I also had a kind of bright idea to use a diecutting machine to cut out circles of paper, in this case Daler-Rowney Mixed media paper.

With the first circles I tried watercolour and had really unsatisfactory results. This surprised me given the fairly pleasing experience I had with the ClaireFontaine mixed media paper.

So, rather than use watercolours, I thought I’d try Inktense pencils, using a damp brush to pick colour up from the pencil nib. I also used a solution of gum arabic to help keep the colour wet for longer. Gum arabic also increases the translucency of the pigments, and can add a glossiness to the colour too. This helped the Inktense colours to work more like watercolours.

I also added dots of gold Daler-Rowney FW Pearlescent acrylic inks to the design here and there. To finish the design off. I had thought of adding patterns in gold to the blank areas, but that just didn’t feel the right thing to do.
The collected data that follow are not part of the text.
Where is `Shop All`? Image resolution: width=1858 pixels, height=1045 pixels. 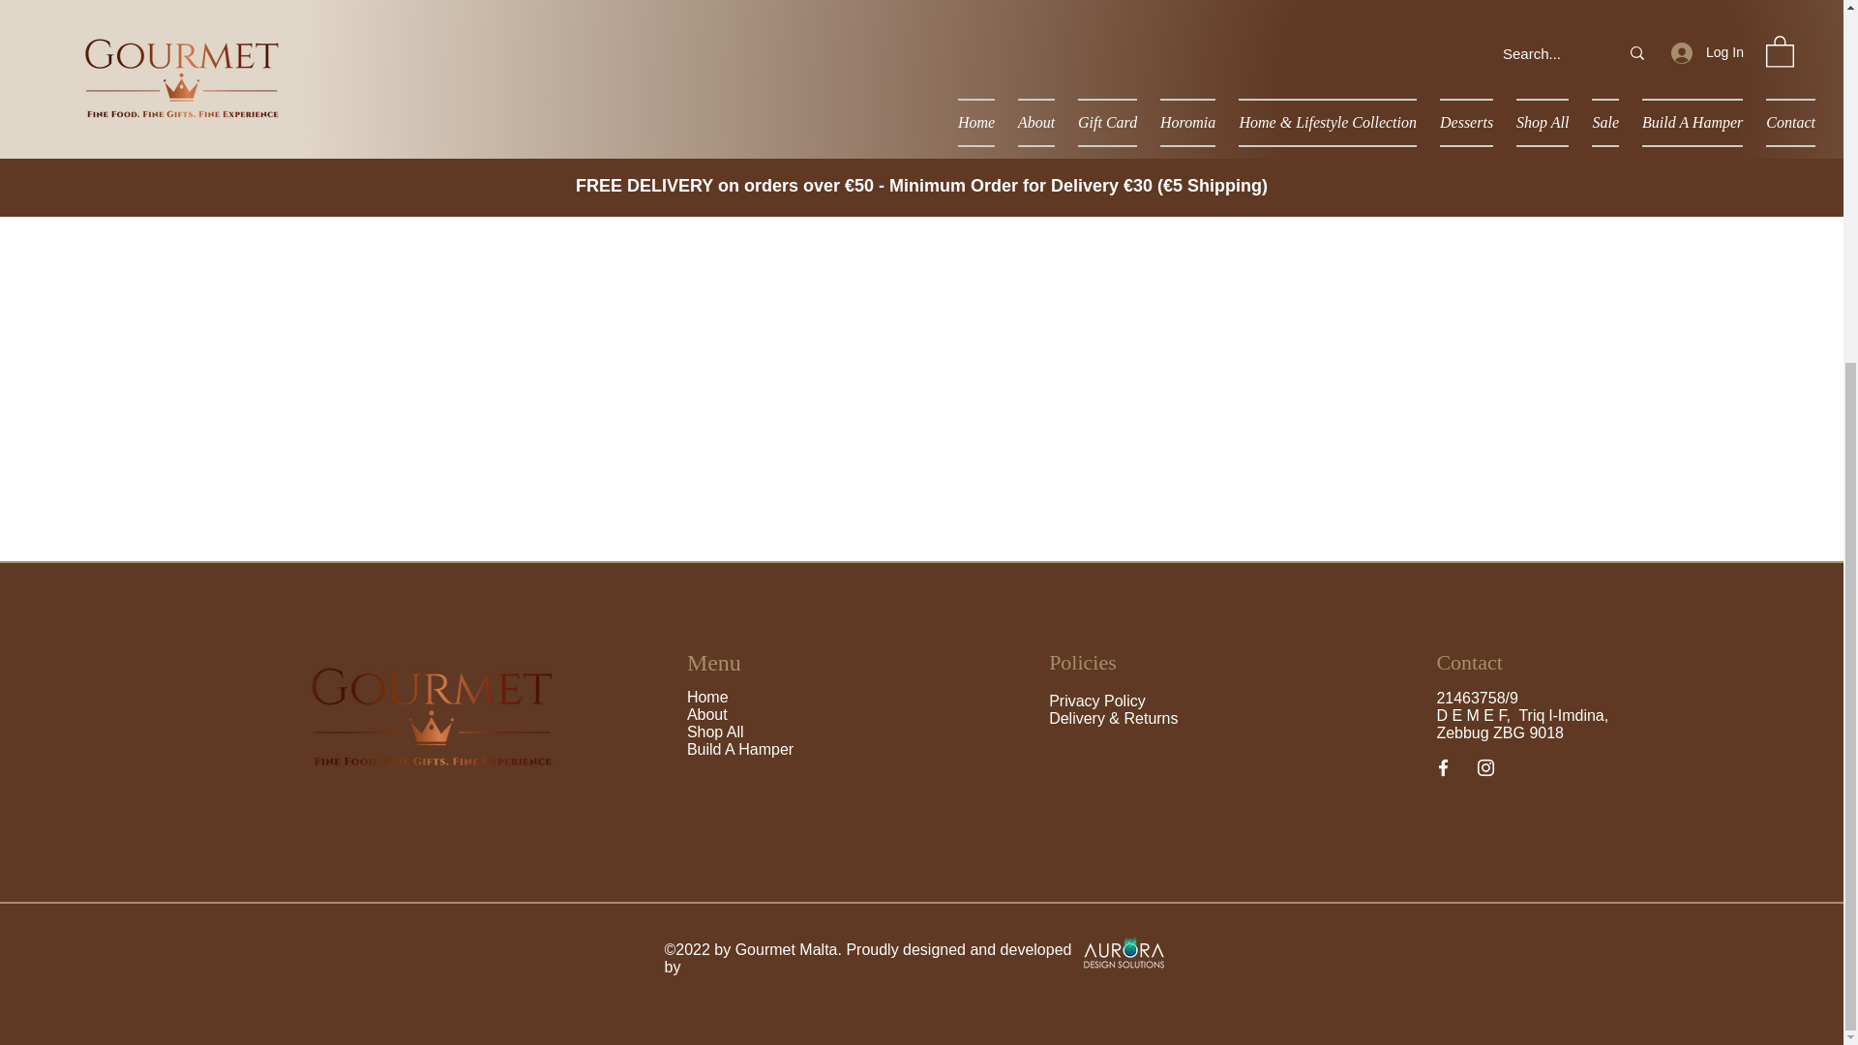
Shop All is located at coordinates (716, 732).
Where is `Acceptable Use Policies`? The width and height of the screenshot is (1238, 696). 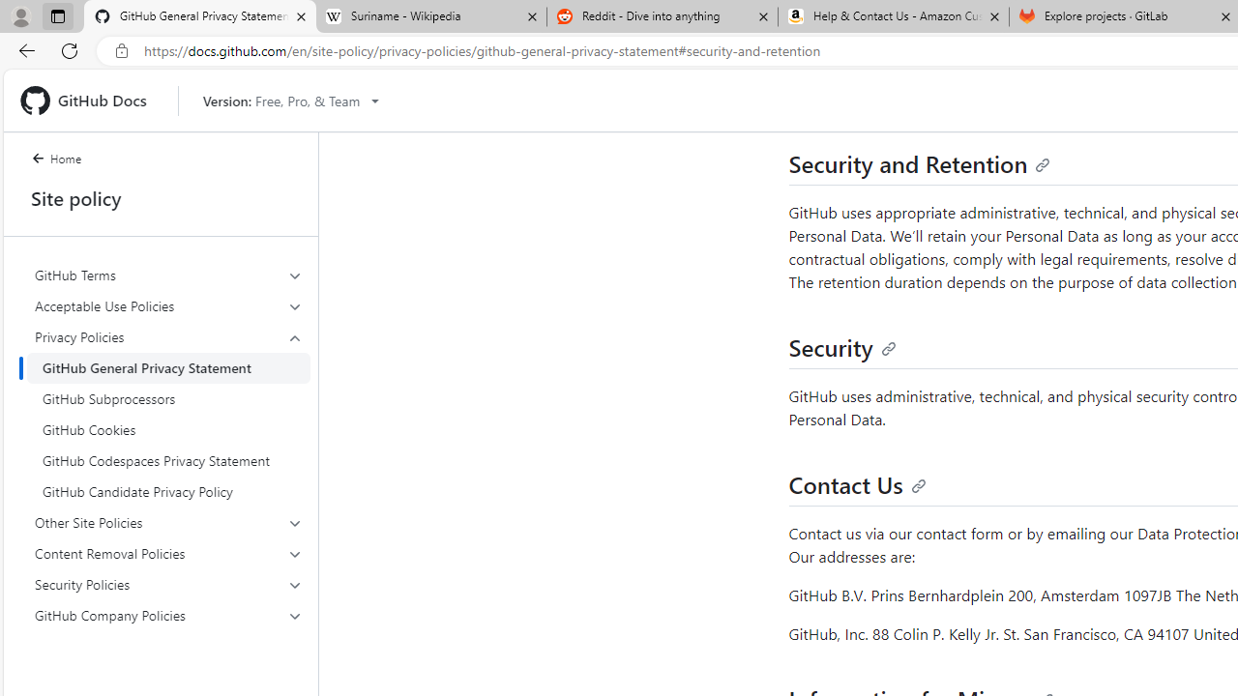 Acceptable Use Policies is located at coordinates (168, 306).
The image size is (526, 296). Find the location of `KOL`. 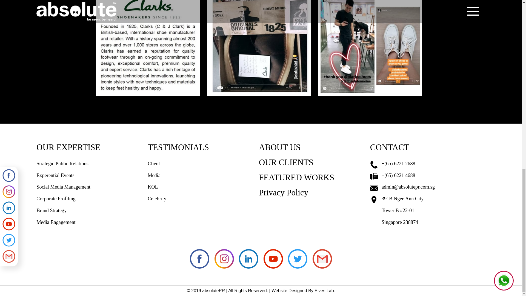

KOL is located at coordinates (203, 187).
It felt finished, white space and all.



The aim of this painting wasn’t to create a work of art, but to give an insight into what is going on within me at this time. I’ll keep my observations on this to myself. What I will say is I’m feeling out of sorts and rather sad and low today. I have a lot of confusion, anxiety, fear and despair surrounding various things going on and I’m just feeling a bit overwhelmed by it today. It’s all just emotional weather – just as the clouds cover the sun, they will move along by and the sun (or moon) will shine bright and clear once again, so it is with emotions.

Watercolour WIP

I’ve finished the editing for a colouring book due out later this year, and coloured the cover design for the next one. So, I turned my attention to a bit of watercolouring this morning, and this is how far I’ve got.

I actually started this one last night, and it’s taken me around 6 hours to complete so far. Oh, the paper I’m working on is 100% cotton rag and is approx 5″ x 4″ size, but the design is around quarter of an inch smaller on each side. I’m using White Knights watercolours from St Petersburg. I’m also using a grey watercolour pencil to draw the design. This way, the lines will disappear, mostly, as I paint over them.

Nothing much else to say today. The rest of the day is going to be some self-care time.